RIO DE JANEIRO, BRAZIL – Brazil’s industrial production rose in February in sixteen of the 26 sectors surveyed by the Brazilian Institute of Geography and Statistics (IBGE), with an overall increase in industrial production of 0.7 percent. Some analysts however are not optimistic about the results.
“What the industry gained in February barely made up for its decline in January,” said the Institute of Studies for Industrial Development (IEDI) in a statement on Tuesday.
According to the IBGE the sectors which boosted the indicator included motor vehicles (+6.7 percent), food products (+3.2 percent) and coke, petroleum products and biofuels (+4.3 percent).
On the other hand, among the declining sectors, the most relevant one was that of the extraction industries (-14.8 percent), pressured by the decline in iron ore production, after the rupture of a dam in the Brumadinho region of Minas Gerais state.
Other significant negative impacts came from tobacco products (-8.5 percent) and clothing (-4.8 percent).
In the accumulated index for January-February 2019, the industry fell by 0.2 percent in comparison to the same period last year.
In comparison to February 2018, the industrial sector grew by 2.0 percent, with positive results in three of the four major economic categories.
The improvement in Brazil’s industrial production was also seen in another survey, conducted by the National Confederation of Industry (CNI). Indicators from a CNI survey released on Tuesday points to a recovery of activities in Brazil.
For CNI specialists, if improvement is seen in sales results and employment data results in the coming months, the country may be able to register an increase in consumption and investment and, consequently, promote a greater acceleration of industrial activity.
Others however are not as optimistic.
“Since the end of last year had already been negative, it is clear that the industry has stopped,” argued IEDI in a statement released on Tuesday.
According to the organization the country’s production may be going through a less adverse period, and even a stabilization phase, but the institute says that the hypothesis that February production only reacted due to the fact that it was restoring its inventory should not be discarded.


▶ What the task asks
Below are entries; print them exactly from the first line through the one containing "What do you see at coordinates (1168, 86)".

────────────────

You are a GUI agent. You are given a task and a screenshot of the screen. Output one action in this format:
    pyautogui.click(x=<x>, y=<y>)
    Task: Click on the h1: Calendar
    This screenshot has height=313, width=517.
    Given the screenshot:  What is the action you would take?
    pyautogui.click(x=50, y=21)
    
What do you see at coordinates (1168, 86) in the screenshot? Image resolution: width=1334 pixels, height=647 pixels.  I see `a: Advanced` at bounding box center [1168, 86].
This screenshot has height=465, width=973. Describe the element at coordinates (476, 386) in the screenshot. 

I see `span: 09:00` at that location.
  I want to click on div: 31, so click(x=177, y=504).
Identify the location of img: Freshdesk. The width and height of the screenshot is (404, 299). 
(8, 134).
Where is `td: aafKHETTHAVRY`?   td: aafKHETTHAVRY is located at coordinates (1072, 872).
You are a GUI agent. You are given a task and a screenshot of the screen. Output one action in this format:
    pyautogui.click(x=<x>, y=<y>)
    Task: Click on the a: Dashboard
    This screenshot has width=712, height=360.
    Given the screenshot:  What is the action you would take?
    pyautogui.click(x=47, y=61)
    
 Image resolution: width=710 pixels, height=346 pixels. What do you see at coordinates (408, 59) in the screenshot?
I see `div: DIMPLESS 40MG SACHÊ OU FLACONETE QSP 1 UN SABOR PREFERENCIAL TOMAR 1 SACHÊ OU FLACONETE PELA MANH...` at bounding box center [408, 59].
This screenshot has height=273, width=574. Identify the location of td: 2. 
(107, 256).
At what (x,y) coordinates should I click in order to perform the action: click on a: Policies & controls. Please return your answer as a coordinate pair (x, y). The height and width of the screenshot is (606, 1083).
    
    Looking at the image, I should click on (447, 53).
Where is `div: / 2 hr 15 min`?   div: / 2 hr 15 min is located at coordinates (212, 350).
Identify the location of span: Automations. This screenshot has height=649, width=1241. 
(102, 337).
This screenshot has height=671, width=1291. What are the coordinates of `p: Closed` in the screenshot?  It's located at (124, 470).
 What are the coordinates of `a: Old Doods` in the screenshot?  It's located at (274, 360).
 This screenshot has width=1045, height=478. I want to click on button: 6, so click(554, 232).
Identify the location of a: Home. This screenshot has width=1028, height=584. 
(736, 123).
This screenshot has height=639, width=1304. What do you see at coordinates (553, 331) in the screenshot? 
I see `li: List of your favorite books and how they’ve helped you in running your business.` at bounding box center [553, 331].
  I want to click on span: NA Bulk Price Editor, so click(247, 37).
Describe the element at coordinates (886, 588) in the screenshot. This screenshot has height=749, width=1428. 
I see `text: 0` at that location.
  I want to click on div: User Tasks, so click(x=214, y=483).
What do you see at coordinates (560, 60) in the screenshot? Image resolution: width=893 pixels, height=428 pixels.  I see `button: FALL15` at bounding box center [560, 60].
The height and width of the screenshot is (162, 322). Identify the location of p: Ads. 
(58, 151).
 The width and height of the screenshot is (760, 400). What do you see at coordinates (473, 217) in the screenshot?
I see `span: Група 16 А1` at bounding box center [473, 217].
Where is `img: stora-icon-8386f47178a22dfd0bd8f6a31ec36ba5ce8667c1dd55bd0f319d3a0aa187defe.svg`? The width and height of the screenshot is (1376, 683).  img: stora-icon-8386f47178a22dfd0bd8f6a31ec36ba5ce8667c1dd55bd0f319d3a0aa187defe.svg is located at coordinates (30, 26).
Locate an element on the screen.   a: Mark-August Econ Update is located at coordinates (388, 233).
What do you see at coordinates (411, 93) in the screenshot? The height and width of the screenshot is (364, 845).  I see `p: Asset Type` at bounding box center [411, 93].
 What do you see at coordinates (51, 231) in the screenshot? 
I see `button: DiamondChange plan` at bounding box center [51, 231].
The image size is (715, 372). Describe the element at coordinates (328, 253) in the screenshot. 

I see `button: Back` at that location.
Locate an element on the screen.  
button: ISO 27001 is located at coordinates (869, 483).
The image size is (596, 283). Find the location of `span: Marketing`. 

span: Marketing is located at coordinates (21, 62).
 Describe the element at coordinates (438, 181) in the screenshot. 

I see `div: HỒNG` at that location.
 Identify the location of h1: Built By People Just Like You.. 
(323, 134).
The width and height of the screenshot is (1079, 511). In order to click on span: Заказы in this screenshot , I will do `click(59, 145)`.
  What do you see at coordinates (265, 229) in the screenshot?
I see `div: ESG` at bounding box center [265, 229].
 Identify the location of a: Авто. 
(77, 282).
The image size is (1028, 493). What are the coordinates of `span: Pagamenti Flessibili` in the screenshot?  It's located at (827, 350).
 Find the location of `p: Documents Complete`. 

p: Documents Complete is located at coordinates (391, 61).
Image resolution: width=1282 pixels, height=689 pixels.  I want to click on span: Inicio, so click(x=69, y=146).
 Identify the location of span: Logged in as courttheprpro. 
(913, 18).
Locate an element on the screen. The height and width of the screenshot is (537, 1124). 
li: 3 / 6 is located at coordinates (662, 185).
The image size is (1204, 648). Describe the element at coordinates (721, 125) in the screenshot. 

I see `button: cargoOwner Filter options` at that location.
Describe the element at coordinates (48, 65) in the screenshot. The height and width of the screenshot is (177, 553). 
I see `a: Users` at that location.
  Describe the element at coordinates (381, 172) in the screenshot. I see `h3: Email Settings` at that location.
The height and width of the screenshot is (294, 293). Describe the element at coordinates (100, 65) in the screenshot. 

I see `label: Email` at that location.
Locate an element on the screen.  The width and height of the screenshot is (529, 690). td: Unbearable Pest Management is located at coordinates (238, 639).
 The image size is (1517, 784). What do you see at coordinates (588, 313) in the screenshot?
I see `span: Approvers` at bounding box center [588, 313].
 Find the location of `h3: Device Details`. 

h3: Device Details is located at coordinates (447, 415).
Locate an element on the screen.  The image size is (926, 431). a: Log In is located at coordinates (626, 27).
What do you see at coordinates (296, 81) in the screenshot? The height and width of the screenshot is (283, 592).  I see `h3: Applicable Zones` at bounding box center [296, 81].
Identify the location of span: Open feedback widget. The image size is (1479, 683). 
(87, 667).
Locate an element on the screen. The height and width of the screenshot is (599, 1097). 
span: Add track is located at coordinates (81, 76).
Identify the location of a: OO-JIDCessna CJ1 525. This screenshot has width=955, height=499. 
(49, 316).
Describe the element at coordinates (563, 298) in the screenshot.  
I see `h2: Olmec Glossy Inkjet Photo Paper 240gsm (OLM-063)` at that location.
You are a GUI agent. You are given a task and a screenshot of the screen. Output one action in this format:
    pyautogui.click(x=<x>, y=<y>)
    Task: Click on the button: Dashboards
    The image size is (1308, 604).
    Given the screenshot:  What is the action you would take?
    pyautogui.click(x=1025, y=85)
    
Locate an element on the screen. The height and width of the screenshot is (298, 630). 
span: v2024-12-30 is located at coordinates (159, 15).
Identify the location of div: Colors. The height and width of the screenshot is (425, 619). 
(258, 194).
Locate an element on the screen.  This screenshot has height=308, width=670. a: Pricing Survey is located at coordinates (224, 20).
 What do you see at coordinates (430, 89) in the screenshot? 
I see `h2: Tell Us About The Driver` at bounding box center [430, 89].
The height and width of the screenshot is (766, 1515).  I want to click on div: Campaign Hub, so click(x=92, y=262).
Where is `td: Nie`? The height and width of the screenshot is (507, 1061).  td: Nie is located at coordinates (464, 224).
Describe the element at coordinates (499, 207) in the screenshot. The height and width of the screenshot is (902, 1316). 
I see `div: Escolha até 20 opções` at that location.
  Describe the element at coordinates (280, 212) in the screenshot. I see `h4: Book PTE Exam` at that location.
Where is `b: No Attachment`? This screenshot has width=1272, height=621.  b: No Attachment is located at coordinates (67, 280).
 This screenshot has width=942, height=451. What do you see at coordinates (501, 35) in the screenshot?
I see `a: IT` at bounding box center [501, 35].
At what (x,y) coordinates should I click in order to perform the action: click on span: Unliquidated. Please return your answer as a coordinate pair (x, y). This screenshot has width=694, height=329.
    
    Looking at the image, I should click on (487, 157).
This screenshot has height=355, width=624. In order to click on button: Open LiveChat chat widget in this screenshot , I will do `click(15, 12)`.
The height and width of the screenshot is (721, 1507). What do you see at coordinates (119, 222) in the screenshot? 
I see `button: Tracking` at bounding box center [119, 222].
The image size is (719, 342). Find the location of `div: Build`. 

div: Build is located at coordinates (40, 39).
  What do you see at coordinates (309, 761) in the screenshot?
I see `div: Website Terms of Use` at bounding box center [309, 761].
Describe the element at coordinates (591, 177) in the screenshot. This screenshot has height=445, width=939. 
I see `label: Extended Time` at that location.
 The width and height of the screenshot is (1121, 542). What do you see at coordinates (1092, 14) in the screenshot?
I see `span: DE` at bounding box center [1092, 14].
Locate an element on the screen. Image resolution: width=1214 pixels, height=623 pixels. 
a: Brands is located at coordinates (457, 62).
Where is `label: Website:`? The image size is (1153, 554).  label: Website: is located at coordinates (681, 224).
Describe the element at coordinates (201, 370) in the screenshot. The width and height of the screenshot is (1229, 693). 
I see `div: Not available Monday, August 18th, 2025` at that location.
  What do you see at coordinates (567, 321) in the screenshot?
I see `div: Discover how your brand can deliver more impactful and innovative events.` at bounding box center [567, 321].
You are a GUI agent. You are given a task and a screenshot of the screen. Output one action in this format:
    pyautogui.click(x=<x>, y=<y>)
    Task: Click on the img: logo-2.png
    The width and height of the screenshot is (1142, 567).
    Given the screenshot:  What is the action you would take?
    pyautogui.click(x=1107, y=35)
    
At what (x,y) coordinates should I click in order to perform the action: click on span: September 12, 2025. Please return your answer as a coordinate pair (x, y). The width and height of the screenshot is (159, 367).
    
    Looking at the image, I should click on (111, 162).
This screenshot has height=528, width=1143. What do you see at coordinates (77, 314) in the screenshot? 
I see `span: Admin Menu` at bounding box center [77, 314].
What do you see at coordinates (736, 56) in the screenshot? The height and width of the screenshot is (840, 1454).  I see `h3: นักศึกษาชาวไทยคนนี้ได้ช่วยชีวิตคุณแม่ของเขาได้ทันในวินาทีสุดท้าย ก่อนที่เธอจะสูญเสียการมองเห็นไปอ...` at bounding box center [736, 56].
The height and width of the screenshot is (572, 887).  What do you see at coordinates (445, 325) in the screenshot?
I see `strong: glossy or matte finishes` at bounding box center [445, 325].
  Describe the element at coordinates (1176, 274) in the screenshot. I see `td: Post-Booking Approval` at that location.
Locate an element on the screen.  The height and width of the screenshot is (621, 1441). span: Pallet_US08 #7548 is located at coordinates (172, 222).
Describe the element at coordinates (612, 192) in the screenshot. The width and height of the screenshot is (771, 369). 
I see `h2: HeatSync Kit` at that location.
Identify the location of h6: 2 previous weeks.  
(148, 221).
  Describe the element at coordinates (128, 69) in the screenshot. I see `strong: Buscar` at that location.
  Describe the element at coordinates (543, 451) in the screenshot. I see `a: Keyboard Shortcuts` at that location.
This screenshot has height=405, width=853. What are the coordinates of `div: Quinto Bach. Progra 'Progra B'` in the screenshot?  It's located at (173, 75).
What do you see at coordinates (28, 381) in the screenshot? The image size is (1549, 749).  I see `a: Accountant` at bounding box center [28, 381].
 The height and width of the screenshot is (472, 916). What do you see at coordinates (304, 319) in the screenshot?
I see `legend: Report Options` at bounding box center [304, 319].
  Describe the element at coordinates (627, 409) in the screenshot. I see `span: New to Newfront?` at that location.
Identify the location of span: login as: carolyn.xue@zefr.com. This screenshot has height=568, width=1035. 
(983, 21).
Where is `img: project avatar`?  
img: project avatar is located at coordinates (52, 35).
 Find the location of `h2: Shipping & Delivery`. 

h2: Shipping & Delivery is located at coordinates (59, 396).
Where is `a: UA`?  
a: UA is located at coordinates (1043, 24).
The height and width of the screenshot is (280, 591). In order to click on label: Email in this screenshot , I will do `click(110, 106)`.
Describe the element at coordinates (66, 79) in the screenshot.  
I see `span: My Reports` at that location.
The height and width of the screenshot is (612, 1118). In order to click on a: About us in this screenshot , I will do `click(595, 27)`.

────────────────

▶ Solution for this exercise
You are a GUI agent. You are given a task and a screenshot of the screen. Output one action in this format:
    pyautogui.click(x=<x>, y=<y>)
    Task: Click on the h1: Calendar
    This screenshot has height=313, width=517.
    Given the screenshot:  What is the action you would take?
    pyautogui.click(x=50, y=21)
    
What do you see at coordinates (1168, 86) in the screenshot? Image resolution: width=1334 pixels, height=647 pixels.  I see `a: Advanced` at bounding box center [1168, 86].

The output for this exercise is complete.